There are no movies playing tonight at the Sunset, however. In the six years since the theater turned off its projectors and closed its doors, its former home has been left mostly to decay as potential buyers -- discouraged by a high price tag and little parking space -- have said no thanks and moved along, said Lodi's Community Development Director Konradt Bartlam.
"It's one of those buildings where if someone said, 'I'm going to demolish it,' it might not be a bad thing," Bartlam said.
The Sunset, at 1118 W. Lodi Ave., is one of three movie theaters that went out of business in the years leading up to the opening of the Stadium 12 Cinema on School Street in 2001. The other two -- the Arbor Theater, 843 N. Sacramento St., and the Valley Theater, 420 W. Lodi Ave. -- have already been transformed, the first by a church and the second by a wrecking ball.
At the Sunset, however, the ghost of a movie house still remains, hidden behind boarded windows and doors and cracked walls that once held signs and posters. The building does have one section that remains open to the public -- Avenue Barber Shop sits to the right of the theater's former entrance -- but the old theater has otherwise remained dark since 1998.
People have asked about moving into the building, Bartlam said. First Baptist Church considered the site for its Oneighty Teen Center in 2001 before settling on its current building on Lockeford Street. Several live theater groups and a man looking to build a dinner theater came calling, but age, price and location made them look elsewhere.

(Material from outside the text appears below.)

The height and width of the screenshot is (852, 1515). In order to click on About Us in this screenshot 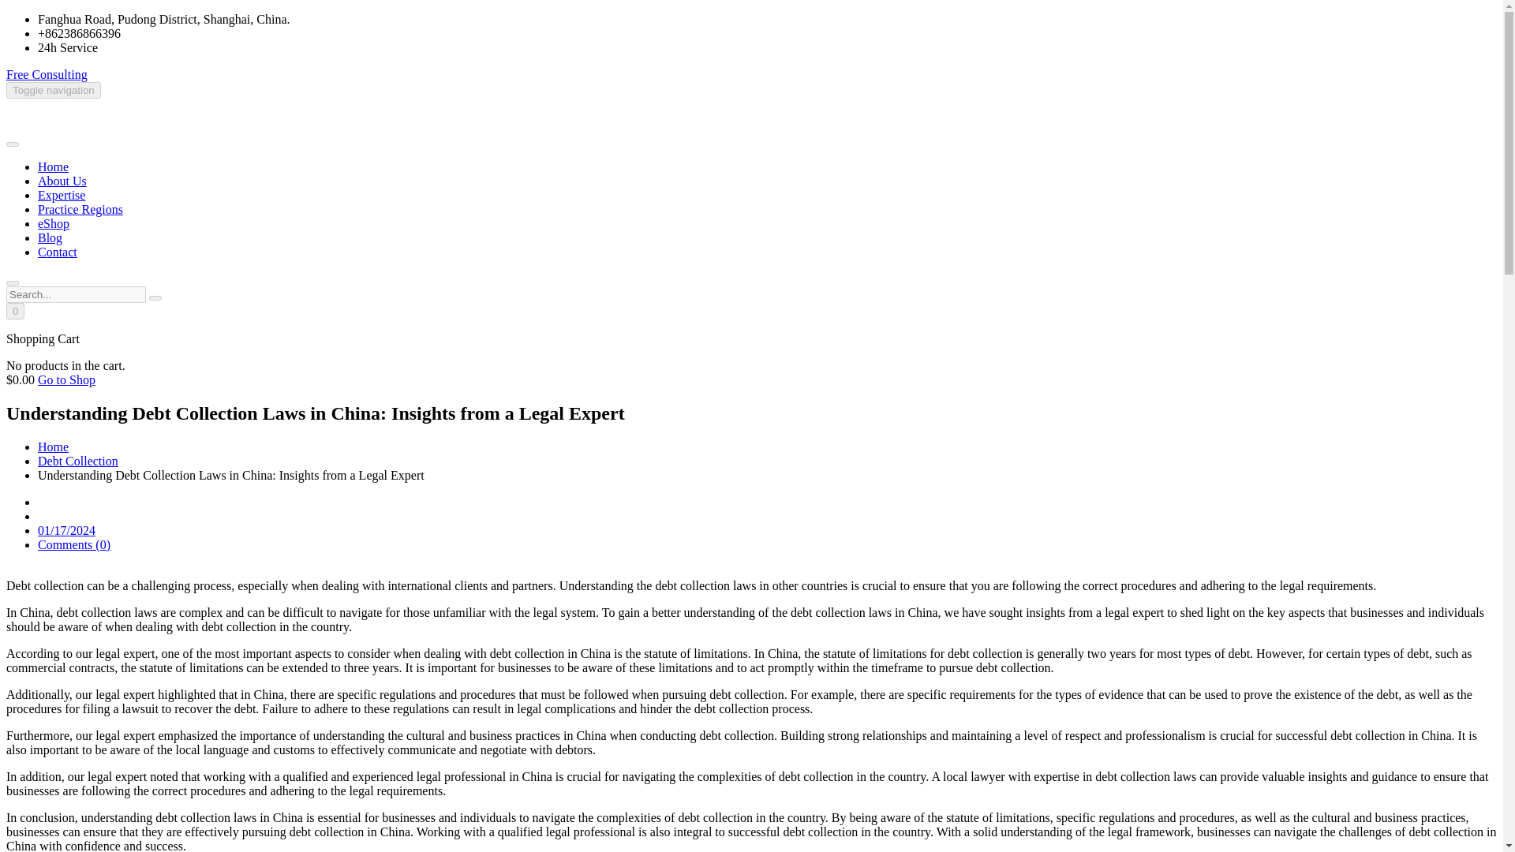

"It's the oldest of the bunch," Bartlam said. "It's in a location that's tough because it doesn't have anywhere near the parking (needed) for a building its size."
City records show the Sunset is owned by the TK Theater Corporation in Palm Springs. Calls to the phone number on the building's "For Sale" sign were not returned by the News-Sentinel's evening deadline.
Uses have been found for the city's other two shuttered movie houses, though nothing along the lines of their former incarnations. The Arbor, which closed in the mid-1990s, is now used as a place of worship by Lodi's United Apostolic Church.
The Valley, which in 2001 became the last of the three theaters to close down, was demolished one year later, Bartlam said. The property is included in the expansion plans for the nearby Raley's, which are in the approval process.
The three theaters were all purchased by the same company, North American Cinemas, in 1995. It is the same company that owns downtown's Stadium 12.
"They all basically closed their doors to move into the downtown theater," Bartlam said. "That's why those theaters are closed now."

Moviegoers have not sat in the seats of the Arbor Theater on North Sacramento Street for years. (Casey Freeman/News-Sentinel)
The Sunset opened in 1950, and was widely regarded as the top movie theater in Lodi for decades, said Lodi historian Ralph Lea. All the new releases were typically screened there, especially after its main competition, the Lodi Theater, burned to the ground in the early 1960s.
"The Sunset was the big theater in town," Lea said. "It ran all the first-run movies."
Gone now are the flickering lights, the smell of buttered popcorn and the stars shining down from the marquee. Until a buyer or tenant for the Sunset can be found, the once popular movie house is likely to remain darkened behind boards and plywood.
"The long-term prognosis is unknown," Bartlam said. "It's a commercial zone, so there's just a whole variety of things from a zoning perspective that can go there. The question mark is if somebody can make a deal with the owner."